The District’s cable television office squandered nearly $5 million designing and equipping a high-definition television studio that was ill-conceived and never built, a new audit finds.
The Office of Cable Television partnered with Mason Production Services in early 2006 to design and build an HD studio at the agency’s headquarters in Northwest.
The studio, officials said at the time, was necessary to “satisfy the digital television broadcast mandates that have been imposed upon [OCT] and other broadcasters by the Federal Communications Commission.” And it could be rented out, they said, to private production companies for a fee.
But the deal with Mason was quietly canceled after 15 months. Most of the equipment remains in its original boxes. The deal “was not clearly in the interest of the District government, its agencies, and more importantly, the citizens of the District of Columbia,” the D.C. inspector general concludes in an audit released this week. “Specifically, important District dollars were wasted on a project that was never completed.”
The sole-source agreement with Mason Productions, the brainchild of former OCT Director James Brown, was struck “without adequate justification,” auditors found. The FCC mandate to broadcast in digital, for example, made no requirement for high definition — an interpretation officials now acknowledge was “mistakenly made by the agency.”
» Old HD studio design: $1.39 million
» HD equipment: $3.5 million
» New HD studio: $8.7 million
Mason was paid $1.39 million and the city’s cable television office spent another $3.5 million on equipment, according to the IG, to “derive the benefit of a higher resolution television broadcast picture of mayoral, D.C. Council and educational events.” Renting the studio for commercial use, auditors noted, is “strictly prohibited” by office policy.
“Do I think it was a good deal? Absolutely not,” Eric Richardson, current OCT director, told The Examiner. “I am a firm believer that the government should not be competing with private production facilities, so we are not moving that direction.”
“We inherited this and we’re making the best out of it,” he added. Todd Mason, former president of Mason Production, said in August 2008 that it was a “shame” the facility “will never be used in a way that it was originally procured to do.”
Mason disagreed with the IG report, he said in a written response to the audit, because it “implied things that are completely unsubstantiated and blatantly false.” His company, he said, “more than delivered on all of the services it was contracted to complete.”
Attempts to reach Mason were unsuccessful. OCT plans to open an HD studio at McKinley Technical High School, to be constructed by the D.C. school modernization office, for educational use and to produce some government HD programming. The cost estimate for the new space is $8.7 million.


TASK TO CARRY OUT: Would you return exactly the lines below from the line with "y0, x1, y1]." through the line with "List all visible", both included, and nothing else, leaving out the pictures?
[[ GIVEN RECORDS open ]]
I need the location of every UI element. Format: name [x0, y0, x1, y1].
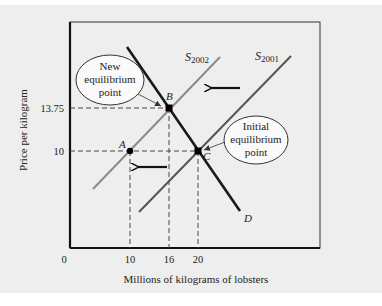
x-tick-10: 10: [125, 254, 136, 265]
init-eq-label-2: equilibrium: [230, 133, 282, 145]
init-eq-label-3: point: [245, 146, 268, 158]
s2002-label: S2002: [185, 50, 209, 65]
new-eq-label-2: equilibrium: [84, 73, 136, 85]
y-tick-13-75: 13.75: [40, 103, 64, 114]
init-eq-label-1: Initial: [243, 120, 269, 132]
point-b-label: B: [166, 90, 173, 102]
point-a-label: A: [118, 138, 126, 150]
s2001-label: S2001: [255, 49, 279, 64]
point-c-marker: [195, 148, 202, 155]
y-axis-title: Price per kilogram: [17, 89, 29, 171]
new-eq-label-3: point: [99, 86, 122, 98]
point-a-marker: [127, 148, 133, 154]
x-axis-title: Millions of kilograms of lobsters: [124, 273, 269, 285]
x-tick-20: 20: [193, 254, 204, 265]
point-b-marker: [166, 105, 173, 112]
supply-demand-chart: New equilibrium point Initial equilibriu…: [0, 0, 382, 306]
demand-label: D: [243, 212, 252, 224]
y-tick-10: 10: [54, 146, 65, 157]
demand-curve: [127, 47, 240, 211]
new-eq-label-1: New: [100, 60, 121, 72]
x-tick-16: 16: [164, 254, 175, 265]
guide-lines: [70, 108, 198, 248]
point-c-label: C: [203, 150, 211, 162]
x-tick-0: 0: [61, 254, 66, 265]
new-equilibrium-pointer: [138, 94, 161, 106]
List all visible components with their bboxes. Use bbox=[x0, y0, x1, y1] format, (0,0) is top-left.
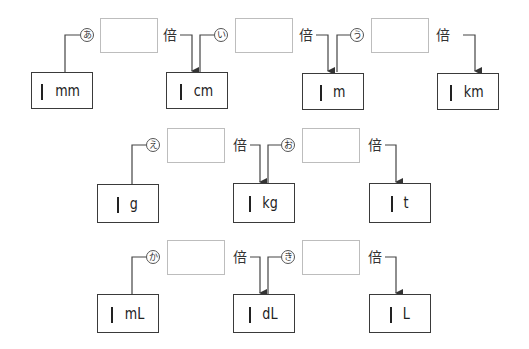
[[ GIVEN RECORDS closed ]]
[[ GIVEN RECORDS open ]]
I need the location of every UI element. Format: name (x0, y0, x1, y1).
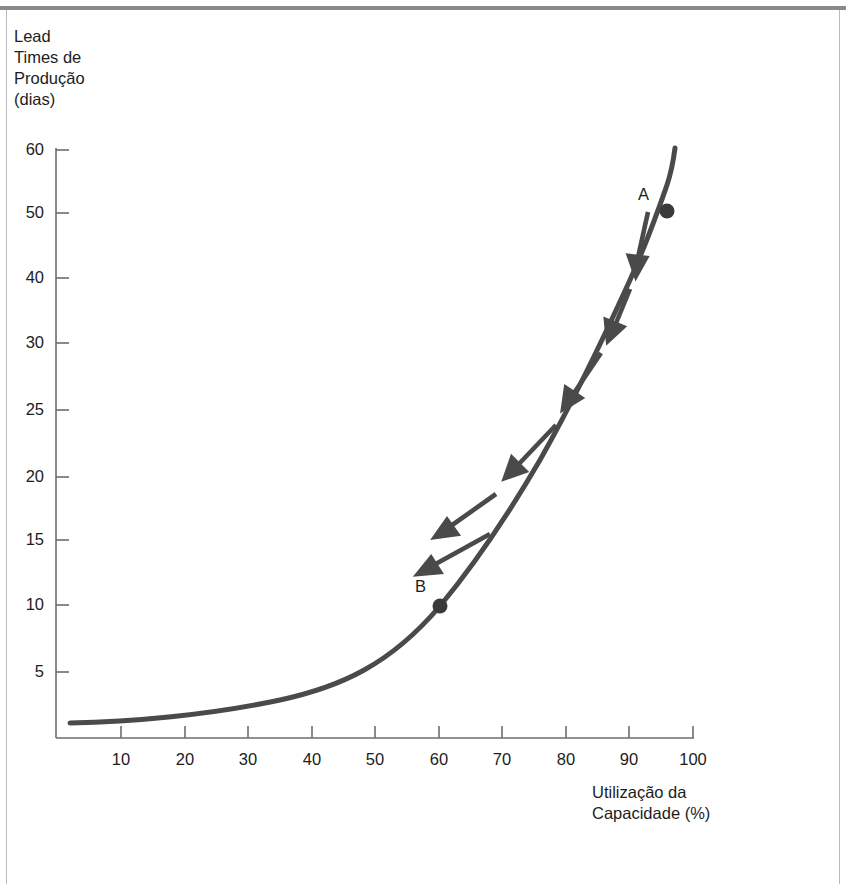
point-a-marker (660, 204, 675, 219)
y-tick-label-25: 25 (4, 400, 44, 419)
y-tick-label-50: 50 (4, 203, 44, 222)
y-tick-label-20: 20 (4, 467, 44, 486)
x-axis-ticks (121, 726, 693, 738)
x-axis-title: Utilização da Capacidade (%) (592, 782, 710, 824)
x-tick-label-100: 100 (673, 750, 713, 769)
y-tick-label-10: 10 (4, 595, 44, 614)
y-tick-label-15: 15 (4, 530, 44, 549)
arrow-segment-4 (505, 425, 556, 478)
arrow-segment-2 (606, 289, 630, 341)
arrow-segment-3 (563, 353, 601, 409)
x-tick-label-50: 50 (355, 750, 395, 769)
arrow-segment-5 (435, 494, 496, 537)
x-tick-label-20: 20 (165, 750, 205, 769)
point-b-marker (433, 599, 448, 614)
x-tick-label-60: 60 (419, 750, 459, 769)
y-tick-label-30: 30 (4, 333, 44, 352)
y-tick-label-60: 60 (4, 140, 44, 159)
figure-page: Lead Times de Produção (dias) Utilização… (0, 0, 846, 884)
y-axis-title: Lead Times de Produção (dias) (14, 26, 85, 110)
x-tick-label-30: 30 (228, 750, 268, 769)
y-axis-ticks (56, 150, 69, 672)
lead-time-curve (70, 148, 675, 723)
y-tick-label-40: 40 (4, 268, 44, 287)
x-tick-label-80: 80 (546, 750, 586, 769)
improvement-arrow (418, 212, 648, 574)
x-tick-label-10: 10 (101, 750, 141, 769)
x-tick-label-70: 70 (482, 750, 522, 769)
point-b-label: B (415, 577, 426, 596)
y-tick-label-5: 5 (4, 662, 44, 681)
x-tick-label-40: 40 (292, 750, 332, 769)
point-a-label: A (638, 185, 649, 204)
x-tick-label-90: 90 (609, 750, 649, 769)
[[ GIVEN RECORDS closed ]]
[[ GIVEN RECORDS open ]]
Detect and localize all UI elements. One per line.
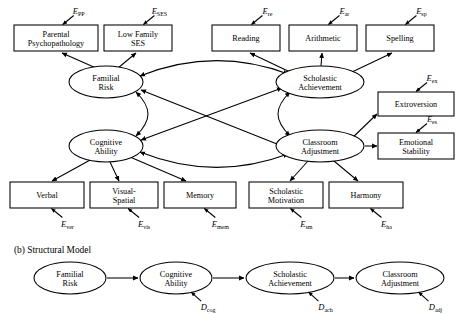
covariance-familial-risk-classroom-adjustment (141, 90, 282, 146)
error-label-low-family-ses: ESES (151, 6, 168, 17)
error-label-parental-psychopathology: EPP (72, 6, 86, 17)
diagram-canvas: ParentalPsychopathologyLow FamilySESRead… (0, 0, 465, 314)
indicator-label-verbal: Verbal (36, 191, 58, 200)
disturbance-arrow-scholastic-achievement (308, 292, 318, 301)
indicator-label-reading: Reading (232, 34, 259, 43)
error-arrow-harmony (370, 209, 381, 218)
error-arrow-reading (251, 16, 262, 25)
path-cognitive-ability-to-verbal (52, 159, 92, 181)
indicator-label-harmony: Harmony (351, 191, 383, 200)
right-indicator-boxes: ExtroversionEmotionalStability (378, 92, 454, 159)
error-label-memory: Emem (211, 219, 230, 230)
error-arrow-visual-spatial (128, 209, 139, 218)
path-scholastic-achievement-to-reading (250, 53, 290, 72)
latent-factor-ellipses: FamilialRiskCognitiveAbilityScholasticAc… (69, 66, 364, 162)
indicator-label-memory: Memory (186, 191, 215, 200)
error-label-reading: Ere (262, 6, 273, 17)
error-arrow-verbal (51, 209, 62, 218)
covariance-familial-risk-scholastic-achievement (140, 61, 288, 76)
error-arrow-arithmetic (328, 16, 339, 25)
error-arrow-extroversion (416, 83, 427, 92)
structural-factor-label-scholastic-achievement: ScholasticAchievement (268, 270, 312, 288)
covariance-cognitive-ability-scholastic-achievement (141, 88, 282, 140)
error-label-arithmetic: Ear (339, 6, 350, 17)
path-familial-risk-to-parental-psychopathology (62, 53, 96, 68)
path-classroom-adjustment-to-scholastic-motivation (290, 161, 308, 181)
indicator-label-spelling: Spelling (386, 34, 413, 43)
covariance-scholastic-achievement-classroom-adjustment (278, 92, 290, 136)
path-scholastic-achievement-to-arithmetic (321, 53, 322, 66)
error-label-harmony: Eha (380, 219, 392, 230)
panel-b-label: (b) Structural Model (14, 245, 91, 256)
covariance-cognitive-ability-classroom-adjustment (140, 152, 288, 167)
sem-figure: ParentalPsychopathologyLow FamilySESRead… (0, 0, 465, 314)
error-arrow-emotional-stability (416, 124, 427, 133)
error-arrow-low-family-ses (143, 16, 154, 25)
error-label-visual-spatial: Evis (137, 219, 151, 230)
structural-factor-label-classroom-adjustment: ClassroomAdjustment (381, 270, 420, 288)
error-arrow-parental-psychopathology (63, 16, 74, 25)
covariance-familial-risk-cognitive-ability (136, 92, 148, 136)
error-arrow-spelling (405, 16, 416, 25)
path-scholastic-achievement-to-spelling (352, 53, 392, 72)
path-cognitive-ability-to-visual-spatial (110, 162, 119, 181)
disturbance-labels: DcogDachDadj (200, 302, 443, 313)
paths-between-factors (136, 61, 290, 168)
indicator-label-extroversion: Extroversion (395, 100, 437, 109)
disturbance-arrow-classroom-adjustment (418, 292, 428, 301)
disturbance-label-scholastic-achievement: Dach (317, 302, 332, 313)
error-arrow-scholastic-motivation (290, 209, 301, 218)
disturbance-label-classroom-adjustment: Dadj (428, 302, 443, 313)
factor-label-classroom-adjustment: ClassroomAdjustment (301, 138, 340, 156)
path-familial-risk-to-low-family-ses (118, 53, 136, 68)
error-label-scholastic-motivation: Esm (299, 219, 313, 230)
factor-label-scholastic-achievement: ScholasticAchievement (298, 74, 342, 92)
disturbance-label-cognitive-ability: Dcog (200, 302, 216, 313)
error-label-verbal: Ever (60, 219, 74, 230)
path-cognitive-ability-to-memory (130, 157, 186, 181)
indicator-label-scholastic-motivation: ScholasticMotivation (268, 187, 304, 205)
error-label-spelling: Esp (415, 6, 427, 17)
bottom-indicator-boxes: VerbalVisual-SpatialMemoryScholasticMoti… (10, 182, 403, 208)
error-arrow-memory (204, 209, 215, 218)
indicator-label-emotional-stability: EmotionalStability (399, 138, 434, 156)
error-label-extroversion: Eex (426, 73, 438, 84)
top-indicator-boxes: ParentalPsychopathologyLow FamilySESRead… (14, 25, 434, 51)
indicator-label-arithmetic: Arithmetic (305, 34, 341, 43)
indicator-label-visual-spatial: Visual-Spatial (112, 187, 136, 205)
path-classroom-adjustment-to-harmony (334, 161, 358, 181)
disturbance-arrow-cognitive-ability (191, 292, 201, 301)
[[ GIVEN RECORDS closed ]]
EXERCISE OUTPUT:
I need the location of every UI element. Format: name [x0, y0, x1, y1].
x-tick-10: 10: [125, 254, 136, 265]
init-eq-label-2: equilibrium: [230, 133, 282, 145]
init-eq-label-3: point: [245, 146, 268, 158]
s2002-label: S2002: [185, 50, 209, 65]
new-eq-label-2: equilibrium: [84, 73, 136, 85]
y-tick-13-75: 13.75: [40, 103, 64, 114]
init-eq-label-1: Initial: [243, 120, 269, 132]
point-b-label: B: [166, 90, 173, 102]
point-a-label: A: [118, 138, 126, 150]
s2001-label: S2001: [255, 49, 279, 64]
point-c-marker: [195, 148, 202, 155]
y-axis-title: Price per kilogram: [17, 89, 29, 171]
new-eq-label-3: point: [99, 86, 122, 98]
point-a-marker: [127, 148, 133, 154]
x-axis-title: Millions of kilograms of lobsters: [124, 273, 269, 285]
x-tick-20: 20: [193, 254, 204, 265]
point-b-marker: [166, 105, 173, 112]
supply-demand-chart: New equilibrium point Initial equilibriu…: [0, 0, 382, 306]
demand-label: D: [243, 212, 252, 224]
y-tick-10: 10: [54, 146, 65, 157]
demand-curve: [127, 47, 240, 211]
new-eq-label-1: New: [100, 60, 121, 72]
x-tick-16: 16: [164, 254, 175, 265]
guide-lines: [70, 108, 198, 248]
point-c-label: C: [203, 150, 211, 162]
x-tick-0: 0: [61, 254, 66, 265]
new-equilibrium-pointer: [138, 94, 161, 106]
List all visible components with their bboxes. Use bbox=[x0, y0, x1, y1] format, (0,0) is top-left.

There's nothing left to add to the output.